William H. Fissell IV, a kidney specialist and associate professor of medicine at Vanderbilt University Medical Center in Nashville, TN, and his team hope to put an end to this devastating scenario, as he explains:

“We are creating a bio-hybrid device that can mimic a kidney to remove enough waste products, salt and water to keep a patient off dialysis.”

The goal is to make a device that is small enough – about the size of a soda can – so it fits inside a patient’s body.

The implantable artificial kidney contains microchip filters and living kidney cells and will be powered by the patient’s own heart.

The microchip uses the same silicon nanotechnology that the microelectronics industry uses for computers.

Prof. Fissell says the chips are inexpensive, precise and make ideal filters. Each device will contain about 15 microchips, one on top of the other.

Each microchip filter contains pores, each of which will contain and act as a scaffold for a membrane of living kidney cells that mimic the natural functions of the kidney. The team is designing the filter one pore at a time to do precisely what they want each to do.

Prof. Fissell says fortunately the cells grow well in the lab dish. They can create a membrane of kidney cells that can work out which compounds in the blood reabsorb as nutrients that stay in the blood, and which have to be removed as waste products destined for disposal in urine.
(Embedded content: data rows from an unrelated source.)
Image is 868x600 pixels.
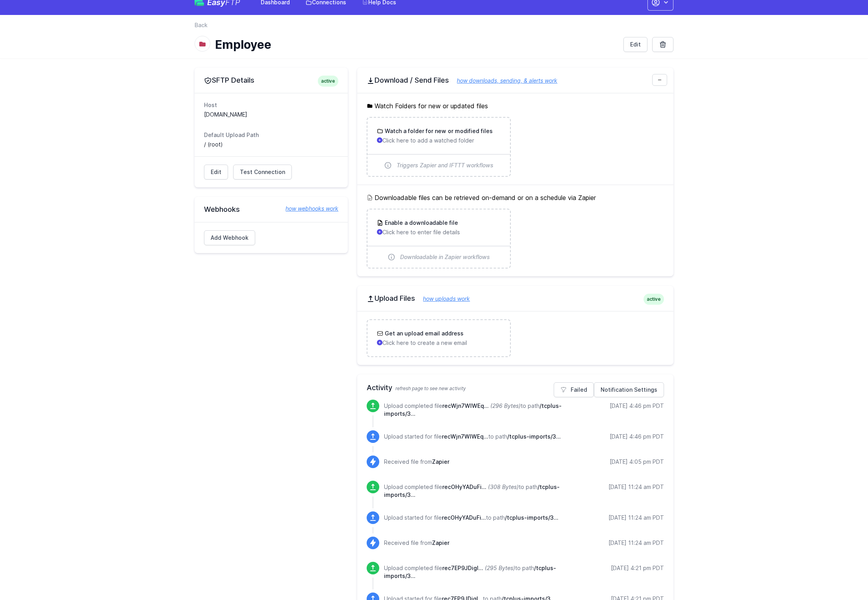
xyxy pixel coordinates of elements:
a: Add Webhook [204,231,256,245]
dd: / (root) [204,141,338,149]
span: /tcplus-imports/323657-1/Employee [505,514,558,521]
p: Received file from [384,458,450,466]
dt: Default Upload Path [204,131,338,139]
h3: Get an upload email address [383,330,464,338]
h5: Watch Folders for new or updated files [367,101,664,111]
span: active [318,76,338,87]
a: Test Connection [233,165,292,180]
span: Downloadable in Zapier workflows [400,253,490,261]
span: Test Connection [240,168,285,176]
a: Edit [204,165,228,180]
span: recOHyYADuFi7muDqShamiya-Vinson_recOHyYADuFi7muDq.csv [442,484,486,490]
h2: Upload Files [367,294,664,303]
span: /tcplus-imports/323657-1/Employee [507,434,561,440]
h3: Watch a folder for new or modified files [383,127,493,135]
a: Failed [554,382,594,397]
h2: Download / Send Files [367,76,664,85]
span: refresh page to see new activity [396,386,466,392]
p: Upload completed file to path [384,564,580,580]
div: [DATE] 4:21 pm PDT [611,564,664,572]
h2: SFTP Details [204,76,338,85]
a: Back [194,21,208,29]
h2: Webhooks [204,205,338,214]
p: Upload completed file to path [384,483,580,499]
span: recWjn7WIWEquCsZiAdam-Zamudio_recWjn7WIWEquCsZi.csv [442,403,489,410]
a: how downloads, sending, & alerts work [449,77,558,84]
div: [DATE] 4:46 pm PDT [610,433,664,441]
h2: Activity [367,382,664,393]
dd: [DOMAIN_NAME] [204,111,338,118]
a: Notification Settings [594,382,664,397]
span: Zapier [432,540,450,547]
div: [DATE] 4:05 pm PDT [610,458,664,466]
span: active [643,294,664,305]
i: (296 Bytes) [490,403,521,410]
i: (308 Bytes) [488,484,519,490]
a: Watch a folder for new or modified files Click here to add a watched folder Triggers Zapier and I... [368,118,509,176]
div: [DATE] 11:24 am PDT [609,514,664,522]
dt: Host [204,101,338,109]
p: Click here to enter file details [377,228,500,236]
i: (295 Bytes) [485,565,516,571]
a: Get an upload email address Click here to create a new email [368,321,509,356]
iframe: Drift Widget Chat Controller [829,561,859,591]
a: Enable a downloadable file Click here to enter file details Downloadable in Zapier workflows [368,210,509,268]
div: [DATE] 4:46 pm PDT [610,402,664,410]
p: Upload completed file to path [384,402,580,418]
h1: Employee [215,37,617,52]
p: Received file from [384,540,450,547]
div: [DATE] 11:24 am PDT [609,540,664,547]
span: rec7EP9JDigIMbxdjCole-Hartley_rec7EP9JDigIMbxdj.csv [442,565,483,571]
p: Upload started for file to path [384,433,561,441]
p: Upload started for file to path [384,514,558,522]
span: Triggers Zapier and IFTTT workflows [396,162,494,170]
a: how webhooks work [278,205,338,213]
h5: Downloadable files can be retrieved on-demand or on a schedule via Zapier [367,193,664,203]
h3: Enable a downloadable file [383,219,458,227]
span: recWjn7WIWEquCsZiAdam-Zamudio_recWjn7WIWEquCsZi.csv [442,434,489,440]
nav: Breadcrumb [194,21,674,34]
span: Zapier [432,458,450,465]
a: how uploads work [415,296,470,302]
a: Edit [623,37,647,52]
div: [DATE] 11:24 am PDT [609,483,664,491]
span: recOHyYADuFi7muDqShamiya-Vinson_recOHyYADuFi7muDq.csv [442,514,486,521]
p: Click here to create a new email [377,339,500,347]
p: Click here to add a watched folder [377,137,500,145]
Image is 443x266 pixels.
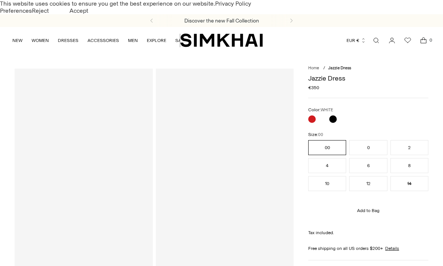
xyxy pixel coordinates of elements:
[384,33,399,48] a: Go to the account page
[308,132,323,137] label: Size:
[308,176,346,191] button: 10
[12,32,23,49] a: NEW
[308,230,428,236] div: Tax included.
[369,33,384,48] a: Open search modal
[427,37,434,44] span: 0
[184,18,259,24] a: Discover the new Fall Collection
[32,32,49,49] a: WOMEN
[385,246,399,251] a: Details
[400,33,415,48] a: Wishlist
[416,33,431,48] a: Open cart modal
[308,66,428,71] nav: breadcrumbs
[308,66,319,71] a: Home
[390,158,428,173] button: 8
[390,140,428,155] button: 2
[349,158,387,173] button: 6
[308,158,346,173] button: 4
[357,208,379,214] span: Add to Bag
[346,32,366,49] button: EUR €
[321,108,333,113] span: WHITE
[180,33,263,48] a: SIMKHAI
[349,176,387,191] button: 12
[308,85,319,90] span: €350
[323,66,325,71] div: /
[87,32,119,49] a: ACCESSORIES
[318,132,323,137] span: 00
[308,202,428,220] button: Add to Bag
[328,66,351,71] span: Jazzie Dress
[58,32,78,49] a: DRESSES
[308,107,333,113] label: Color:
[147,32,166,49] a: EXPLORE
[390,176,428,191] button: 14
[349,140,387,155] button: 0
[175,32,187,49] a: SALE
[49,7,109,14] button: Accept
[308,246,428,251] div: Free shipping on all US orders $200+
[32,7,49,14] button: Reject
[128,32,138,49] a: MEN
[308,75,428,82] h1: Jazzie Dress
[308,140,346,155] button: 00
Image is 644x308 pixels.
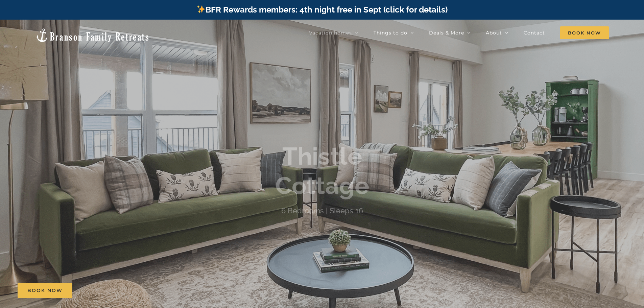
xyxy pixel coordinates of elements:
span: Book Now [560,26,609,39]
span: Deals & More [429,30,464,35]
h4: 6 Bedrooms | Sleeps 16 [281,206,363,215]
a: Contact [524,26,545,40]
nav: Main Menu [309,26,609,40]
span: About [486,30,502,35]
a: Vacation homes [309,26,358,40]
span: Things to do [374,30,407,35]
span: Vacation homes [309,30,352,35]
a: Book Now [18,284,72,298]
a: Deals & More [429,26,471,40]
a: About [486,26,508,40]
img: ✨ [197,5,205,13]
a: BFR Rewards members: 4th night free in Sept (click for details) [196,5,448,15]
span: Contact [524,30,545,35]
img: Branson Family Retreats Logo [35,28,150,43]
b: Thistle Cottage [275,142,369,200]
a: Things to do [374,26,414,40]
span: Book Now [28,288,63,293]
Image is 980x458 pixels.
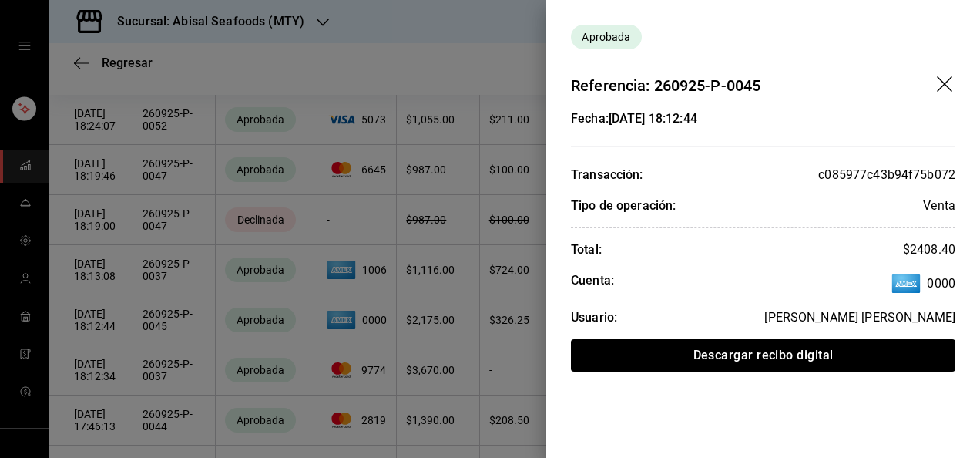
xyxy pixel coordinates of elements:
div: Usuario: [571,308,617,326]
div: Transacciones cobradas de manera exitosa. [571,25,642,49]
button: Descargar recibo digital [571,339,956,371]
div: Total: [571,240,602,259]
button: drag [937,76,956,95]
span: Aprobada [576,30,637,46]
div: Cuenta: [571,272,614,296]
div: c085977c43b94f75b072 [819,166,956,184]
div: Tipo de operación: [571,196,676,215]
div: Venta [924,196,956,215]
div: Transacción: [571,166,644,184]
div: Fecha: [DATE] 18:12:44 [571,109,698,128]
span: 0000 [891,272,956,296]
span: $ 2408.40 [903,242,956,256]
div: Referencia: 260925-P-0045 [571,74,760,97]
div: [PERSON_NAME] [PERSON_NAME] [765,308,956,326]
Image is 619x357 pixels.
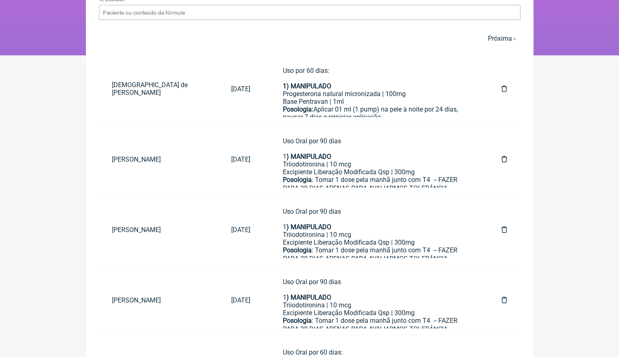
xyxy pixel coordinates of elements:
[283,67,469,136] div: Uso por 60 dias: Progesterona natural micronizada | 100mg Base Pentravan | 1ml Aplicar 01 ml (1 p...
[283,160,469,168] div: Triiodotironina | 10 mcg
[99,30,520,47] nav: pager
[283,238,469,246] div: Excipiente Liberação Modificada Qsp | 300mg
[283,316,312,324] strong: Posologia
[283,137,469,160] div: Uso Oral por 90 dias 1
[286,153,331,160] strong: ) MANIPULADO
[283,278,469,301] div: Uso Oral por 90 dias 1
[283,231,469,238] div: Triiodotironina | 10 mcg
[283,168,469,176] div: Excipiente Liberação Modificada Qsp | 300mg
[270,201,482,258] a: Uso Oral por 90 dias1) MANIPULADOTriiodotironina | 10 mcgExcipiente Liberação Modificada Qsp | 30...
[99,219,218,240] a: [PERSON_NAME]
[488,35,515,42] a: Próxima ›
[283,176,469,192] div: : Tomar 1 dose pela manhã junto com T4 ㅤ -- FAZER PARA 30 DIAS APENAS PARA AVALIARMOS TOLERÂNCIA
[283,246,469,262] div: : Tomar 1 dose pela manhã junto com T4 ㅤ -- FAZER PARA 30 DIAS APENAS PARA AVALIARMOS TOLERÂNCIA
[99,149,218,170] a: [PERSON_NAME]
[283,309,469,316] div: Excipiente Liberação Modificada Qsp | 300mg
[218,78,263,99] a: [DATE]
[99,74,218,103] a: [DEMOGRAPHIC_DATA] de [PERSON_NAME]
[283,176,312,183] strong: Posologia
[283,246,312,254] strong: Posologia
[286,293,331,301] strong: ) MANIPULADO
[283,301,469,309] div: Triiodotironina | 10 mcg
[270,271,482,328] a: Uso Oral por 90 dias1) MANIPULADOTriiodotironina | 10 mcgExcipiente Liberação Modificada Qsp | 30...
[283,82,331,90] strong: 1) MANIPULADO
[286,223,331,231] strong: ) MANIPULADO
[283,207,469,231] div: Uso Oral por 90 dias 1
[283,105,313,113] strong: Posologia:
[99,5,520,20] input: Paciente ou conteúdo da fórmula
[99,290,218,310] a: [PERSON_NAME]
[283,316,469,333] div: : Tomar 1 dose pela manhã junto com T4 ㅤ -- FAZER PARA 30 DIAS APENAS PARA AVALIARMOS TOLERÂNCIA
[218,290,263,310] a: [DATE]
[270,131,482,187] a: Uso Oral por 90 dias1) MANIPULADOTriiodotironina | 10 mcgExcipiente Liberação Modificada Qsp | 30...
[218,219,263,240] a: [DATE]
[270,60,482,117] a: Uso por 60 dias:1) MANIPULADOProgesterona natural micronizada | 100mgBase Pentravan | 1mlPosologi...
[218,149,263,170] a: [DATE]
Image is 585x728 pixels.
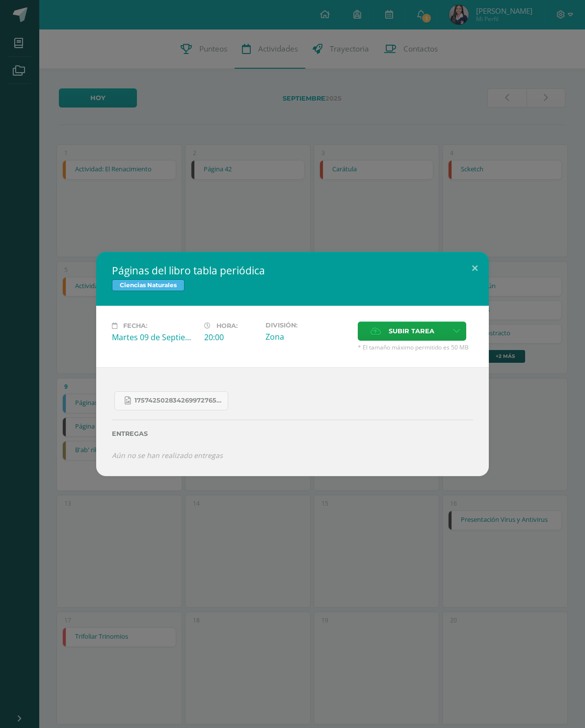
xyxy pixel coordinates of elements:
label: Entregas [112,430,474,437]
div: Martes 09 de Septiembre [112,332,196,343]
span: Hora: [216,322,237,329]
a: 17574250283426997276571490175841.jpg [114,391,228,410]
i: Aún no se han realizado entregas [112,450,223,460]
button: Close (Esc) [461,252,489,285]
span: Ciencias Naturales [112,279,184,291]
span: 17574250283426997276571490175841.jpg [134,397,223,405]
span: * El tamaño máximo permitido es 50 MB [358,343,474,352]
span: Subir tarea [389,322,434,340]
div: 20:00 [204,332,258,343]
h2: Páginas del libro tabla periódica [112,264,474,277]
label: División: [266,322,350,329]
span: Fecha: [124,322,147,329]
div: Zona [266,331,350,342]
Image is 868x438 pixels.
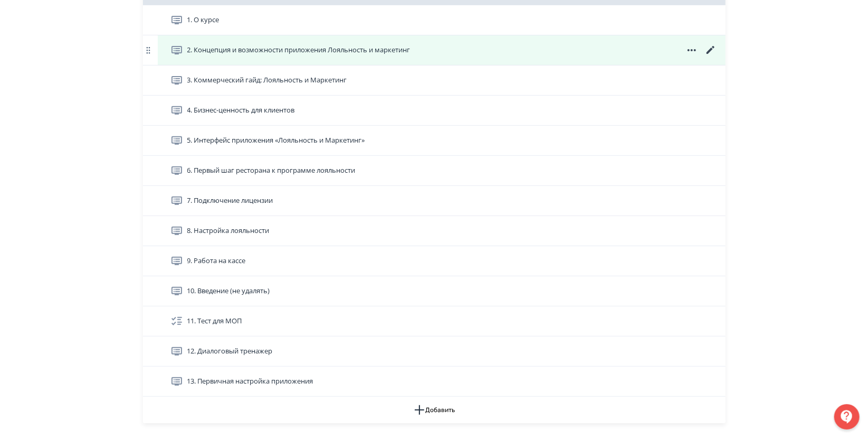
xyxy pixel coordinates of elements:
span: 8. Настройка лояльности [187,226,269,236]
span: 12. Диалоговый тренажер [187,346,273,357]
div: 8. Настройка лояльности [143,216,725,246]
div: 13. Первичная настройка приложения [143,367,725,396]
div: 3. Коммерческий гайд: Лояльность и Маркетинг [143,65,725,96]
button: Добавить [143,396,725,423]
span: 6. Первый шаг ресторана к программе лояльности [187,165,356,175]
span: 10. Введение (не удалять) [187,285,270,296]
div: 11. Тест для МОП [143,306,725,336]
span: 2. Концепция и возможности приложения Лояльность и маркетинг [187,44,410,55]
div: 12. Диалоговый тренажер [143,336,725,367]
span: 13. Первичная настройка приложения [187,376,314,387]
span: 11. Тест для МОП [187,315,242,326]
div: 1. О курсе [143,5,725,35]
span: 3. Коммерческий гайд: Лояльность и Маркетинг [187,75,347,86]
div: 6. Первый шаг ресторана к программе лояльности [143,156,725,185]
span: 7. Подключение лицензии [187,196,273,206]
div: 4. Бизнес-ценность для клиентов [143,96,725,126]
div: 2. Концепция и возможности приложения Лояльность и маркетинг [143,35,725,65]
span: 4. Бизнес-ценность для клиентов [187,105,295,116]
span: 9. Работа на кассе [187,255,246,266]
div: 10. Введение (не удалять) [143,276,725,306]
div: 7. Подключение лицензии [143,185,725,216]
span: 1. О курсе [187,15,220,25]
div: 9. Работа на кассе [143,246,725,276]
span: 5. Интерфейс приложения «Лояльность и Маркетинг» [187,135,365,146]
div: 5. Интерфейс приложения «Лояльность и Маркетинг» [143,126,725,156]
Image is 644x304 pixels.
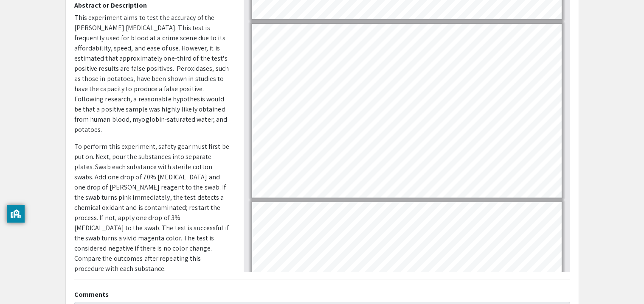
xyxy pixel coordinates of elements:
h2: Comments [74,291,570,299]
span: This experiment aims to test the accuracy of the [PERSON_NAME] [MEDICAL_DATA]. This test is frequ... [74,13,229,134]
button: privacy banner [7,205,25,223]
h2: Abstract or Description [74,1,231,9]
div: Page 2 [248,20,566,202]
span: To perform this experiment, safety gear must first be put on. Next, pour the substances into sepa... [74,142,229,273]
iframe: Chat [6,266,36,298]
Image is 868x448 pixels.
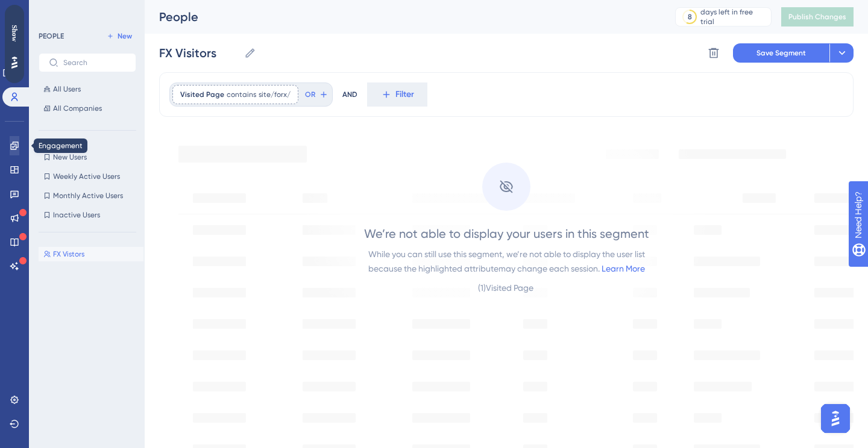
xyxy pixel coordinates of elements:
button: Settings [162,84,202,104]
span: Weekly Active Users [53,171,120,181]
span: Back [24,9,40,18]
span: FX Vistors [53,250,84,259]
div: PEOPLE [39,32,63,41]
button: Weekly Active Users [39,169,136,183]
div: While you can still use this segment, we’re not able to display the user list because the highlig... [368,247,645,276]
div: AND [342,82,357,107]
a: Learn More [602,264,645,274]
button: OR [304,85,329,104]
span: All Users [53,84,80,94]
button: All Users [39,82,136,96]
div: People [159,9,645,26]
span: Filter [396,87,415,102]
span: site/forx/ [259,90,291,99]
button: Filter [367,82,428,107]
div: We’re not able to display your users in this segment [364,225,650,242]
div: days left in free trial [700,7,768,27]
div: 151435 [52,89,73,99]
span: Inactive Users [53,210,100,220]
input: Search [63,58,126,66]
span: Settings [177,89,201,99]
button: New Users [39,150,136,165]
span: All Companies [53,104,102,113]
button: FX Vistors [39,247,144,262]
input: Segment Name [159,45,239,61]
span: Allow users to interact with your page elements while the guides are active. [15,6,153,26]
span: Publish Changes [789,12,846,22]
button: Back [5,4,45,23]
button: Inactive Users [39,208,136,222]
button: Save Segment [733,44,829,62]
span: Test Guide [12,52,113,68]
span: New Users [53,153,87,163]
iframe: UserGuiding AI Assistant Launcher [817,400,854,437]
span: Save Segment [757,49,806,57]
div: Guide ID: [12,87,44,101]
span: contains [227,90,256,99]
span: New [118,32,132,41]
span: Step [150,56,164,65]
span: Monthly Active Users [53,191,123,200]
div: 8 [688,12,692,22]
span: Visited Page [181,90,224,99]
span: Need Help? [29,3,75,18]
div: ( 1 ) Visited Page [478,280,536,295]
span: OR [306,90,315,99]
button: Publish Changes [782,7,854,27]
button: All Companies [39,101,136,116]
button: New [102,29,136,44]
button: Monthly Active Users [39,188,136,203]
button: Step [122,51,179,70]
span: 1. Welcome to our new upgraded FX StrategyThe best of FX from across BCA ResearchFX Insights: Tim... [40,125,197,135]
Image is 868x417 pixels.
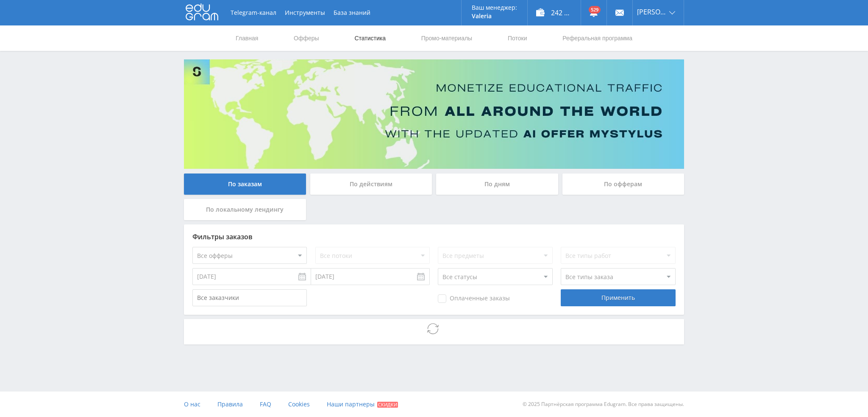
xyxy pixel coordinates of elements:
div: Применить [560,289,675,306]
img: Banner [184,59,684,168]
div: По дням [436,173,558,195]
span: Оплаченные заказы [438,295,509,303]
div: По действиям [310,173,432,195]
div: Фильтры заказов [192,233,676,241]
a: Главная [235,25,259,51]
p: Ваш менеджер: [472,4,517,11]
div: По локальному лендингу [184,199,306,220]
span: Скидки [377,401,398,408]
span: Правила [217,400,243,408]
div: По офферам [562,173,684,195]
span: Cookies [288,400,310,408]
div: По заказам [184,173,306,195]
span: Наши партнеры [327,400,374,408]
span: О нас [184,400,200,408]
div: © 2025 Партнёрская программа Edugram. Все права защищены. [438,392,684,417]
a: О нас [184,392,200,417]
a: Офферы [293,25,320,51]
p: Valeria [472,13,517,20]
span: FAQ [260,400,271,408]
a: Наши партнеры Скидки [327,392,398,417]
a: Потоки [507,25,528,51]
input: Все заказчики [192,289,307,306]
a: Промо-материалы [420,25,473,51]
a: Правила [217,392,243,417]
a: Статистика [353,25,386,51]
a: FAQ [260,392,271,417]
span: [PERSON_NAME] [637,8,666,16]
a: Cookies [288,392,310,417]
a: Реферальная программа [562,25,633,51]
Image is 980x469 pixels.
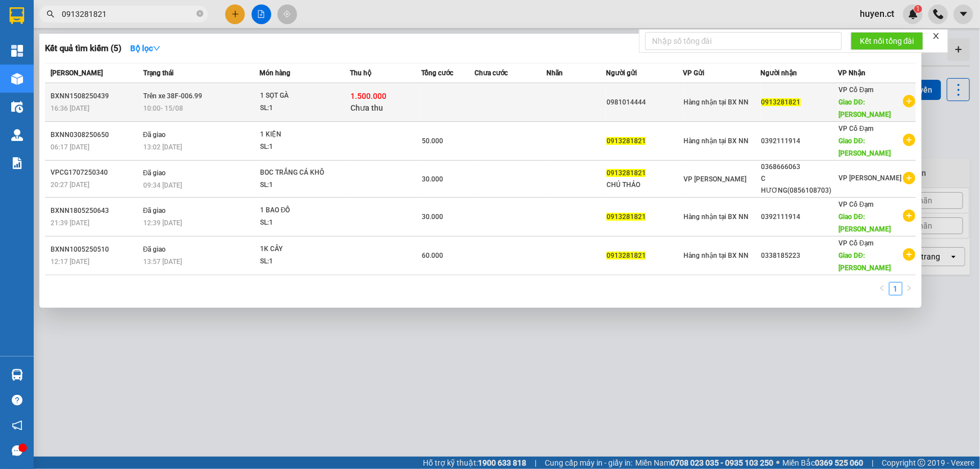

This way, says Prof. Fissell, “we can leverage Mother Nature’s 60 million years of research and development,” to create a bioreactor of living cells at the heart of the artificial kidney.

Fast facts about dialysis
  • Average life expectancy on dialysis is 5-10 years
  • However, many patients have lived well on dialysis for 20 or even 30 years
  • Many patients can live normal lives, except for the time needed for treatments.

Learn more about kidney dialysis

The device does not require a source of power because it uses the power of the patient’s heart – the natural pressure of blood flow in the blood vessels – to push the blood through the filters.

However, this feature also presents a challenge: how to fine-tune the fluid dynamics so blood flows through the device without clotting.

Dr. Amanda Buck, a biomedical engineer with an interest in fluid mechanics, is in charge of this part of the project.

Dr. Buck uses computer models to refine the shape of the channels inside the device to achieve the smoothest blood flow. Then, with the help of 3D printing, the team creates a prototype and tests it to see how smoothly blood flows through it.

Prof. Fissell says because the bio-hybrid device will be out of reach of the body’s immune response, it is unlikely to incur rejection. “The issue is not one of immune compliance, of matching, like it is with an organ transplant,” he explains.

The kidney project started over a decade ago. In 2003, it attracted its first grant from the National Institutes of Health (NIH), and the NIH have recently awarded a 4-year, $6 million grant to Prof. Fissell and his research partner and long-time collaborator Shuvo Roy, from the University of California-San Francisco.

In 2012, the Food and Drug Administration (FDA) granted the project fast-track approval – a status the federal regulator reserves for treatments that address serious or life-threatening conditions and show potential to fill unmet medical needs.

The team is hoping to run pilot trials of the silicon filters by the end of 2017. Prof. Fissell says he has a long list of patients eager to participate, and he declares his admiration for them as he concludes:

My patients are absolutely my heroes. They come back again and again and they accept a crushing burden of illness because they want to live. And they’re willing to put all of that at risk for the sake of another patient.”

In the following video that takes a look inside the artificial kidney, Prof. Fissell explains how they are designing to keep patients off dialysis:

Meanwhile, Medical News Today recently learned how – for the first time – a 3D printer helped transplant an adult kidney into a 2-year-old child. Models of the donor’s and recipient’s abdomens generated on the 3D printer helped surgeons plan the highly complex operation accurately so as to minimize the risks.